Thus I have an appetite for "forgotten roads," the rare lost byways that remain as they once were: shady and friendly to vehicles that move at 40 miles per hour.
I was lucky enough to ride just such a stretch of road recently, a bit of Old Dixie Highway locked away from traffic inside the boundaries of a state park north of West Palm Beach.
The Dixie Highway was the idea of Carl Fisher and was charted 1914, not long after he created the famed Lincoln Highway that runs from coast to coast.
The Dixie Highway ran from the frozen upper Midwest south through the old Confederacy to the orange groves of Florida. This was a full decade before there was a national system of numbered highways.
Fisher didn't lay down any pavement. His Dixie Highway Association simply blazed the trail, painting alternating rings of color around occasional telephone poles to guide the Model T's and motorcycle sidecars south.
It wasn't necessarily the shortest way to get there. Communities along the way were encouraged to buy in to the association, thus reaping the benefit of having the tourists routed through their downtown.
Unlike modern highways, the mighty Dixie was not just one route, north to south: it was a loop, with many connectors, from Detroit south and eventually down the east coast of Florida, across Florida to its west coast and then north by a different path to Chicago. This assured the maximum number of paying communities a chance to get a spot on the route.
In Florida, the eastern leg of the Dixie Highway naturally followed the tracks of the Florida East Coast Railway. That's where the towns were and, besides, the railroad had chosen the highest, driest route that required the fewest bridges. The road alongside the tracks was excellent — for its day.
Today, Old Dixie Highway is mostly like other Florida roads: beset with stoplights and big box stores. But a short length is frozen in time (1950, to be exact).
That's because, in World War II, the United States built Camp Murphy astride Dixie Highway. Soldiers there learned to operate radar. The soldiers arrived by rail, as did the Top Secret radar equipment. Presumably, having the tracks (and Dixie Highway) at the center of the camp instead of at its edge aided secrecy. Civilian traffic was detoured around to the new Federal Highway to the east.
Camp Murphy became Florida's Jonathan Dickinson State Park in 1950, with a mission to preserve the almost untouched landscape of Old Florida there. In the process, the state preserved about four miles of Old Dixie Highway within its boundaries.
My friend, screenwriter and wit Douglas Kalajian, has congratulated me on the hypocrisy of writing motorcycle blogs without ever riding my motorcycle. And, it's true, the two-wheeler I rode was a bicycle. No motorized vehicles are allowed on what the park calls its "Paved Bike Path."
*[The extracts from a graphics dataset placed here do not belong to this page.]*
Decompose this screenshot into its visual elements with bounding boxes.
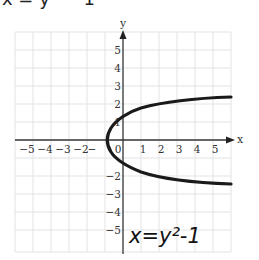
svg-text:−5: −5: [106, 224, 121, 236]
x-axis-label: x: [237, 133, 244, 146]
svg-text:−3: −3: [55, 143, 70, 155]
svg-text:4: 4: [114, 62, 121, 74]
handwritten-equation-annotation: x=y²-1: [128, 224, 201, 248]
y-axis-arrow-icon: [120, 30, 127, 39]
svg-text:0: 0: [115, 143, 122, 155]
y-axis-label: y: [119, 17, 127, 30]
svg-text:−5: −5: [19, 143, 34, 155]
svg-text:−4: −4: [37, 143, 53, 155]
svg-text:−3: −3: [106, 188, 121, 200]
svg-text:3: 3: [176, 143, 183, 155]
svg-text:3: 3: [114, 80, 121, 92]
svg-text:5: 5: [114, 44, 121, 56]
svg-text:−2: −2: [106, 170, 121, 182]
svg-text:−2: −2: [73, 143, 88, 155]
x-tick-labels: −5 −4 −3 −2 − 0 1 2 3 4 5: [19, 143, 218, 155]
svg-text:4: 4: [194, 143, 201, 155]
svg-text:2: 2: [158, 143, 165, 155]
svg-text:2: 2: [114, 98, 121, 110]
parabola-graph: x y −5 −4 −3 −2 − 0 1 2 3 4 5 5 4 3 2 1 …: [0, 0, 259, 260]
svg-text:−: −: [88, 143, 97, 155]
svg-text:−4: −4: [106, 206, 122, 218]
svg-text:1: 1: [140, 143, 147, 155]
svg-text:5: 5: [212, 143, 219, 155]
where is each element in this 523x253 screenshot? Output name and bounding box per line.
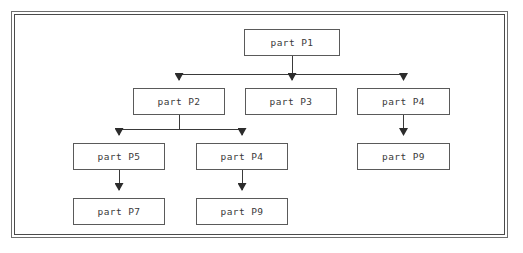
- node-part-p2[interactable]: part P2: [133, 88, 225, 115]
- diagram-screenshot: part P1 part P2 part P3 part P4 part P5 …: [0, 0, 523, 253]
- node-layer: part P1 part P2 part P3 part P4 part P5 …: [0, 0, 523, 253]
- node-label: part P3: [270, 97, 313, 107]
- node-part-p4-right[interactable]: part P4: [357, 88, 450, 115]
- node-part-p9-middle[interactable]: part P9: [196, 198, 288, 225]
- node-label: part P5: [98, 152, 141, 162]
- node-label: part P4: [221, 152, 264, 162]
- node-part-p4-middle[interactable]: part P4: [196, 143, 288, 170]
- node-part-p3[interactable]: part P3: [245, 88, 337, 115]
- node-label: part P9: [221, 207, 264, 217]
- node-label: part P4: [382, 97, 425, 107]
- node-part-p5[interactable]: part P5: [73, 143, 165, 170]
- node-part-p1[interactable]: part P1: [244, 29, 340, 56]
- node-label: part P7: [98, 207, 141, 217]
- node-part-p7[interactable]: part P7: [73, 198, 165, 225]
- node-part-p9-right[interactable]: part P9: [357, 143, 450, 170]
- node-label: part P1: [271, 38, 314, 48]
- node-label: part P9: [382, 152, 425, 162]
- node-label: part P2: [158, 97, 201, 107]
But I have an active imagination, and I hope you do too. The old road had a lot to tell. I expected it to be as straight and flat as the tracks alongside it. Instead, the road follows the contours of the old sand dunes beneath its pavement and its curves swing around the pretty ponds that have filled the borrow pits needed to build up the railroad right of way. Vultures stand guard.
The narrow width of the road and the tight radius of its turns would have held motorized traffic here to a casual 35 mph, I am sure. Big trees laden with Spanish moss shade the path. It is an ideal place to ride a Royal Enfield, if only in the imagination.
It ends, as so many things do in Florida, in the artificial terrain of an over landscaped golf course. Sad as that is, it at least guarantees that this stretch of road will remain forever locked in the past.